On Wednesday 05 April 2017 09:20:27 John Kasunich wrote:

> On Wed, Apr 5, 2017, at 05:02 AM, andy pugh wrote:
> > On 5 April 2017 at 03:29, Ralph Stirling 
<[email protected]> wrote:
> > > I just wish there was an open source CAM tool of equal
> > > sophistication for CNC work...
> >
> > Unfortunately Autodesk have rather taken the wind out of the sails
> > of the open-source CAD / CAM projects.
> > Fusion 360 (Windows and Mac only) is (at the moment) zero cost to
> > hobbyists and offers very good CAD and excellent CAM.
> >
> > I can't help expecting Autodesk to wait until everyone is committed
> > to their offering then "turning evil" and starting to charge.
>
> I've been thinking the same thing...  I'm trying to decide what to do
> for my 3D CAD work.  I first got exposed to modern CAD when I was
> using Inventor at work.  Did some home projects using my work laptop
> and Inventor license, love the power of the tool.  But my work
> priorities have changed and I no longer have access to Inventor. 
> Which really drives home the problems of these tools.  The data is NOT
> portable.  I have a couple years of part-time hobby work that I simply
> can't recover.
>
> Solidworks seems to be the industry standard (something like 60%
> market share), but the pricing puts it just as far out of reach as
> Inventor or Pro-E. I actually bought a licence for Alibre a couple
> years ago for almost $1K, but I very quickly became unhappy with both
> the tool and the company (especially the company).  Not willing to
> invest further work into stuff that will be trapped in their format.
>
>  That leaves Fusion 360 and FreeCAD.  I certainly like the philosophy
> behind FreeCAD.  Unfortunately, my projects are typically machinery,
> and I absolutely need to make assemblies from a mix of standard
> (screws, bearings, etc) and custom (housings, shafts, etc) parts. 
> Assemblies seem to be a distant after- thought for FreeCAD.  There
> have been several attempts at an "assembly workbench" for FreeCAD, and
> it looks like every one has died before becoming usable.  I think part
> of the problem might be that the core of FreeCAD was designed by
> people who were thinking only of part design instead of complete
> machine design.  I haven't had time to actually set up and use
> FreeCAD, if anyone can comment on how it handles assemblies I'd like
> to hear from you.
>
> Fusion 360 seems like a very nice tool...  but like Andy, I don't
> trust Autodesk for a second.  My hobby projects move slowly - I need
> tools that are viable over a timescale of a decade or more, (or data
> format that let me extract my work and move to another tool).  I just
> don't see that in the 3D world, from anyone.

Very well said John. What freecad needs are volunteers with a bigger 
vision. And someone to bring their build tools out of the Hardy Heron 
framework. I have not been able to build the later versions for at least 
3 years now. Too many dependencies on really old libraries.
But just for S&G, I've dl'd the src tarballs for both version 16, and 
17-pre, which has some huge changes in the workflow, NOT recommended for 
beginners like me. :)

But now the scene is reversed, now my libraries are too old.

boost is 1.49, needs 1.55 or greater,

And even version 16, which requires cmake, refuses to do anything but 
spit out about 250k of build help per invocation regardless of what I 
pass as build options.
 
And I finally found an example build command line, which bails out quite 
early as my installed boost libraries are about 6 versions too old.

Back writing description scripts for openscad.  Sheesh...

I made some changes in the addf order in my hal file, and between that 
and hacking up a power bus for the pi directly from the 7i90 power 
input, it seems dead stable. With the maxvel slider set for a speed I  
know x can move at, its probably made a couple dozen lathe_pawns without 
a joint error in a couple hours.  Even my jog wheels can't break it.  
And they are dead accurate repeatable. I have an automation tech driver 
here that could drive x 2x faster, if I had the psu to drive it, needs 
around 5 amps at 70 volts. I can find a switcher in the pile that can do 
4 something at 60, which if it weren't so damned noisy, would help. But 
that thing puts 10 volt switching spikes all over the system.  My 
electronics box simply isn't big enough.  Sigh. 

Thanks John.

Cheers, Gene Heskett
-- 
"There are four boxes to be used in defense of liberty:
 soap, ballot, jury, and ammo. Please use in that order."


#### PROBLEM DETAILS:
Count the lines below that hold the word "JSON" and say how many, with no other text.
--- INPUT DATA ---
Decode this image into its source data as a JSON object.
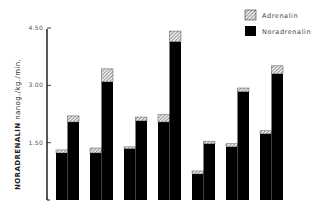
{
  "chart_data": {
    "type": "bar",
    "stacked": true,
    "title": "",
    "xlabel": "",
    "ylabel_bold": "NORADRENALIN",
    "ylabel_rest": " nanog./kg./min.",
    "ylim": [
      0,
      4.5
    ],
    "yticks": [
      1.5,
      3.0,
      4.5
    ],
    "ytick_labels": [
      "1.50",
      "3.00",
      "4.50"
    ],
    "grid": false,
    "legend_position": "top-right",
    "groups": 7,
    "bars_per_group": 2,
    "series": [
      {
        "name": "Noradrenalin",
        "pattern": "solid-black",
        "values": [
          1.23,
          2.04,
          1.23,
          3.09,
          1.34,
          2.07,
          2.04,
          4.14,
          0.68,
          1.47,
          1.39,
          2.83,
          1.73,
          3.3
        ]
      },
      {
        "name": "Adrenalin",
        "pattern": "diagonal-hatch",
        "values": [
          0.08,
          0.16,
          0.13,
          0.34,
          0.05,
          0.1,
          0.19,
          0.28,
          0.08,
          0.07,
          0.08,
          0.1,
          0.08,
          0.21
        ]
      }
    ],
    "legend": [
      {
        "label": "Adrenalin",
        "pattern": "diagonal-hatch"
      },
      {
        "label": "Noradrenalin",
        "pattern": "solid-black"
      }
    ]
  }
}
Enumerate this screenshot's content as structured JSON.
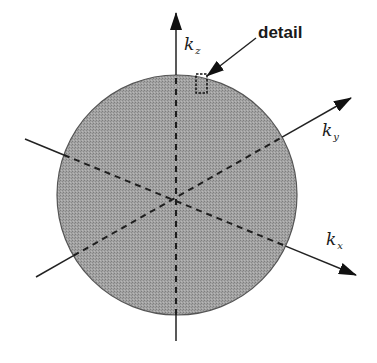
{
  "figure": {
    "sphere": {
      "cx": 177,
      "cy": 195,
      "r": 120,
      "fill": "#9c9c9c",
      "stroke": "#555555"
    },
    "axes": [
      {
        "id": "kz",
        "label_main": "k",
        "label_sub": "z",
        "x1": 176,
        "y1": 341,
        "x2": 176,
        "y2": 13,
        "label_x": 184,
        "label_y": 50
      },
      {
        "id": "ky",
        "label_main": "k",
        "label_sub": "y",
        "x1": 36,
        "y1": 277,
        "x2": 351,
        "y2": 98,
        "label_x": 322,
        "label_y": 136
      },
      {
        "id": "kx",
        "label_main": "k",
        "label_sub": "x",
        "x1": 25,
        "y1": 139,
        "x2": 356,
        "y2": 275,
        "label_x": 326,
        "label_y": 245
      }
    ],
    "detail": {
      "label": "detail",
      "label_x": 258,
      "label_y": 38,
      "box": {
        "x": 196,
        "y": 74,
        "w": 11,
        "h": 19
      },
      "arrow": {
        "x1": 256,
        "y1": 38,
        "x2": 207,
        "y2": 76
      }
    },
    "colors": {
      "line": "#222222",
      "dash": "#1e1e1e"
    }
  }
}
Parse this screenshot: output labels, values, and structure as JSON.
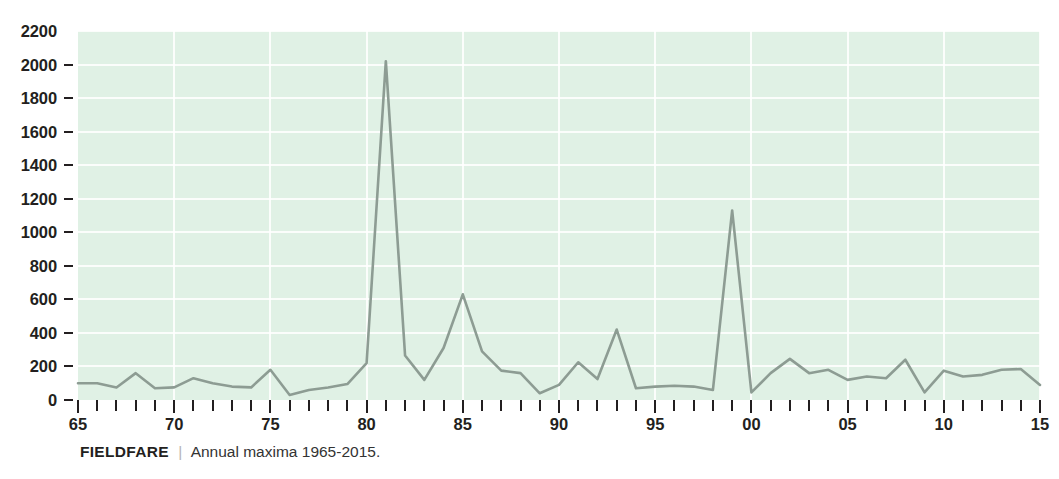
{
  "caption": {
    "species": "FIELDFARE",
    "separator": "|",
    "text": "Annual maxima 1965-2015."
  },
  "colors": {
    "plot_background": "#e0f1e5",
    "gridline": "#ffffff",
    "line": "#8d9c93",
    "text": "#231f20",
    "caption_text": "#333333",
    "page_background": "#ffffff"
  },
  "chart_data": {
    "type": "line",
    "title": "",
    "subtitle": "",
    "xlabel": "",
    "ylabel": "",
    "xlim": [
      1965,
      2015
    ],
    "ylim": [
      0,
      2200
    ],
    "grid": true,
    "legend": false,
    "y_ticks": [
      0,
      200,
      400,
      600,
      800,
      1000,
      1200,
      1400,
      1600,
      1800,
      2000,
      2200
    ],
    "y_tick_labels": [
      "0",
      "200",
      "400",
      "600",
      "800",
      "1000",
      "1200",
      "1400",
      "1600",
      "1800",
      "2000",
      "2200"
    ],
    "x_major_ticks": [
      1965,
      1970,
      1975,
      1980,
      1985,
      1990,
      1995,
      2000,
      2005,
      2010,
      2015
    ],
    "x_major_tick_labels": [
      "65",
      "70",
      "75",
      "80",
      "85",
      "90",
      "95",
      "00",
      "05",
      "10",
      "15"
    ],
    "x_minor_tick_step": 1,
    "series": [
      {
        "name": "Annual maxima",
        "color": "#8d9c93",
        "x": [
          1965,
          1966,
          1967,
          1968,
          1969,
          1970,
          1971,
          1972,
          1973,
          1974,
          1975,
          1976,
          1977,
          1978,
          1979,
          1980,
          1981,
          1982,
          1983,
          1984,
          1985,
          1986,
          1987,
          1988,
          1989,
          1990,
          1991,
          1992,
          1993,
          1994,
          1995,
          1996,
          1997,
          1998,
          1999,
          2000,
          2001,
          2002,
          2003,
          2004,
          2005,
          2006,
          2007,
          2008,
          2009,
          2010,
          2011,
          2012,
          2013,
          2014,
          2015
        ],
        "values": [
          100,
          100,
          75,
          160,
          70,
          75,
          130,
          100,
          80,
          75,
          180,
          30,
          60,
          75,
          95,
          220,
          2020,
          265,
          120,
          310,
          630,
          290,
          175,
          160,
          40,
          90,
          225,
          125,
          420,
          70,
          80,
          85,
          80,
          60,
          1130,
          45,
          160,
          245,
          160,
          180,
          120,
          140,
          130,
          240,
          45,
          175,
          140,
          150,
          180,
          185,
          90
        ]
      }
    ]
  }
}
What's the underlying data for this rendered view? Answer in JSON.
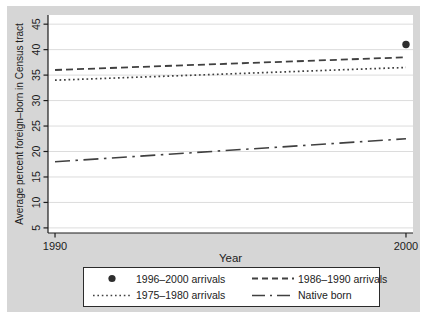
---
#### THE ANSWER:
4